We may still drive into the first Corset, however, and if we do, Heaven help us! We shall be playing a nightmare game of racquets against its unflinching sides, and the other man will win the hole.

With the turn at Sandwich the nature of the course begins to alter, and in place of doing threes—or perchance sevens—among the hills, we shall be travelling over the flatter ground in a series of steady fives, with, let us hope, an occasional four. There are plenty of good holes—better, perhaps, than some on the way out—but they do not make the same appeal to the imagination, nor are they so characteristic. One, at least, deserves a special word of mention, the fourteenth, or ‘Suez Canal,’ where many and many a second shot has found a watery grave. Those who love the hopes and fears of a lucky-bag will enjoy the seventeenth, where the hole lies in a deep dell with sharply sloping sides. Man can direct the ball into the dell, but only Providence can decide its subsequent fate, and whether it will lie stone dead or a round dozen of yards away is a matter of chance. There is no chance about the last hole, where we must hit two good, long, straight shots; it is a fine finish, and will leave us with happy recollections as we take our way to one or other of the neighbouring courses. We are in the midst of a perfect tangle of courses, since within easy reach are Deal, Prince’s, Kingsdown, and St. Augustine’s, at Ebbsfleet.

The Deal course is little more than a stone’s throw away from Sandwich. It is the same kind of country, the same, or very nearly the same, kind of turf, and yet the general impression produced by it is quite different.

There is this difference to begin with, that it is less remote and solitary. The club-house stands on a high road and the outskirts of the town come creeping out to the edge of the links. Men, women and children, butchers’ and bakers’ carts pass and re-pass along the road: there are live creatures to be seen engaged in other avocations than golfing, and, altogether, as compared with Sandwich, the scene is one of business and bustle. The links themselves are more open: one might almost say more bleak of aspect; there are not so many little secret hollows and valleys between the hills; Deal is altogether less snug (I can think of no better word) than Sandwich.

To say this is to make no comparison of the merits of the two courses, which is an unnecessary and invidious thing to do. It is quite enough to say that the golf at Deal is very good indeed—fine, straight-ahead, long-hitting golf, wherein the fives are likely to be many and the fours few. There are those that contend that it is almost superhumanly difficult, but unless there be a high wind, I think that they exaggerate a little. The difficulty lies in hitting far enough, and not so much in the intrinsic terrors of the holes. If we can hit far enough to carry the hummocky country and attain the region of good lies: if, in short, we are long drivers, we need fear no particularly subtle devilry, but the driving has to be something more than merely decent.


## [YOUR GOAL]
The data below is to be written out exactly, with no pictures.

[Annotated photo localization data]
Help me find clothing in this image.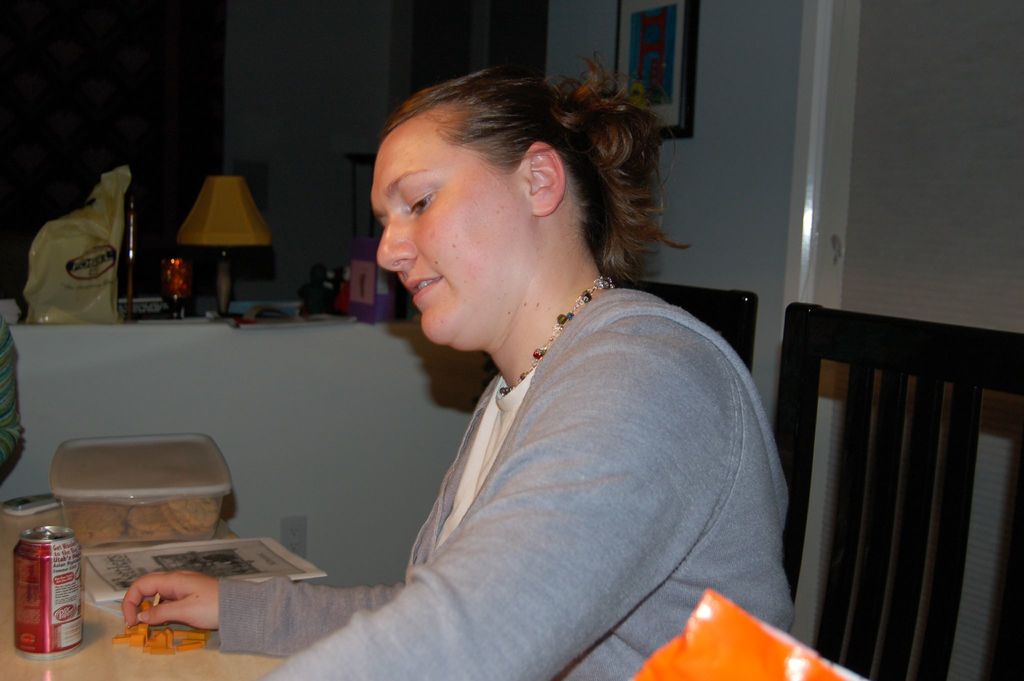
Found it: (x1=260, y1=238, x2=797, y2=675).
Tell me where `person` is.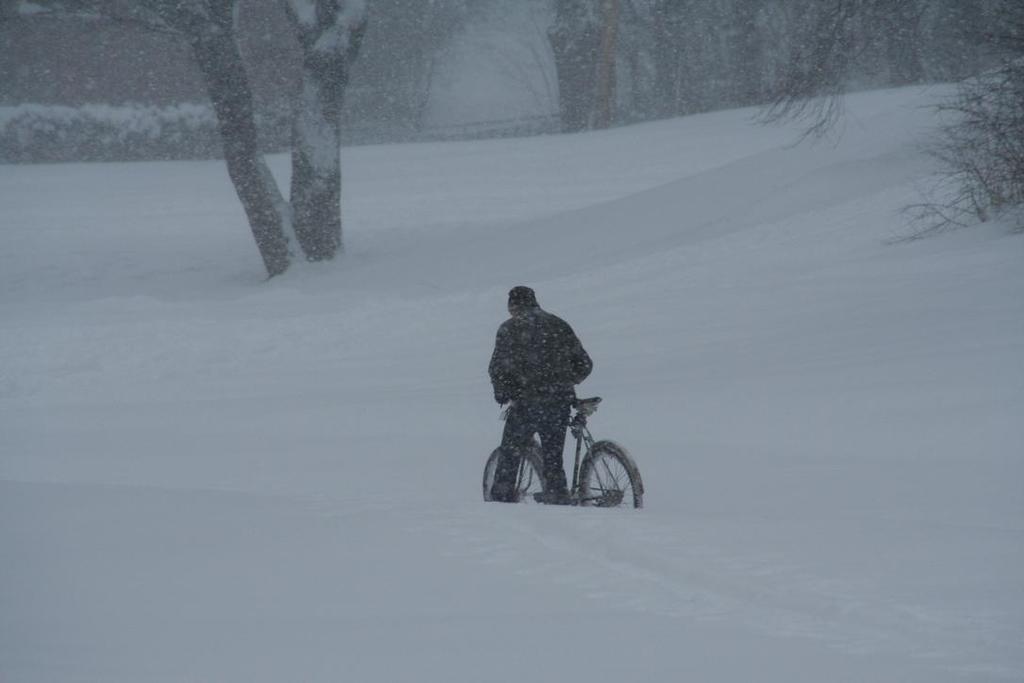
`person` is at bbox=[492, 289, 619, 490].
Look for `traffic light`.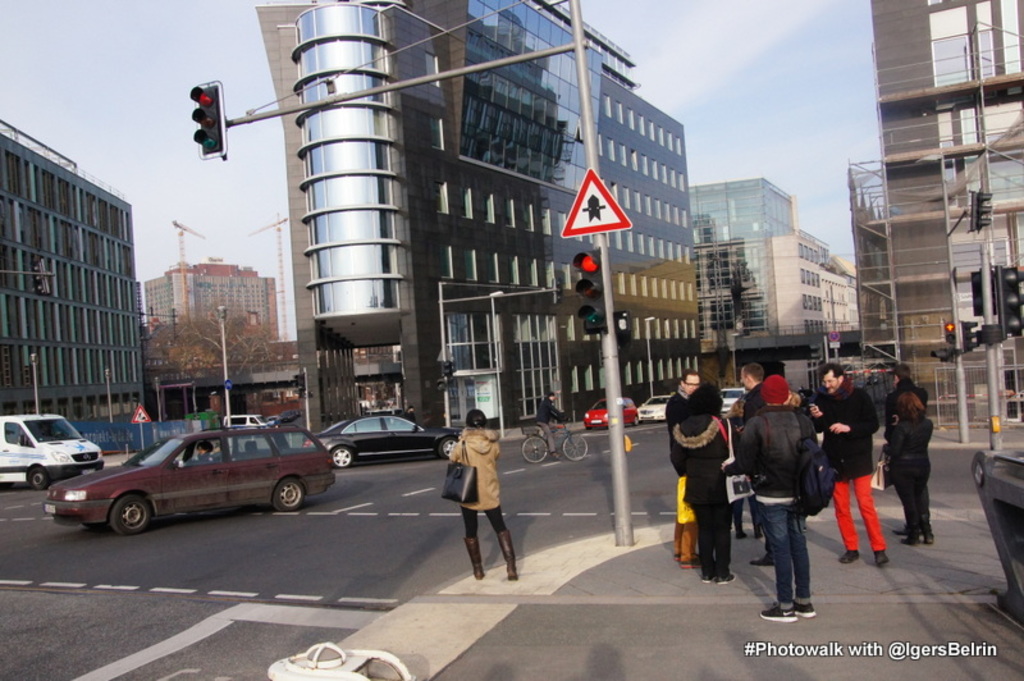
Found: 998 264 1023 338.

## [ANSWER TO THE EXERCISE]
Help me find clothing in this image.
Found it: (x1=260, y1=238, x2=797, y2=675).
Tell me where `person` is.
`person` is at bbox=[492, 289, 619, 490].
Look for `traffic light`.
Found: 998 264 1023 338.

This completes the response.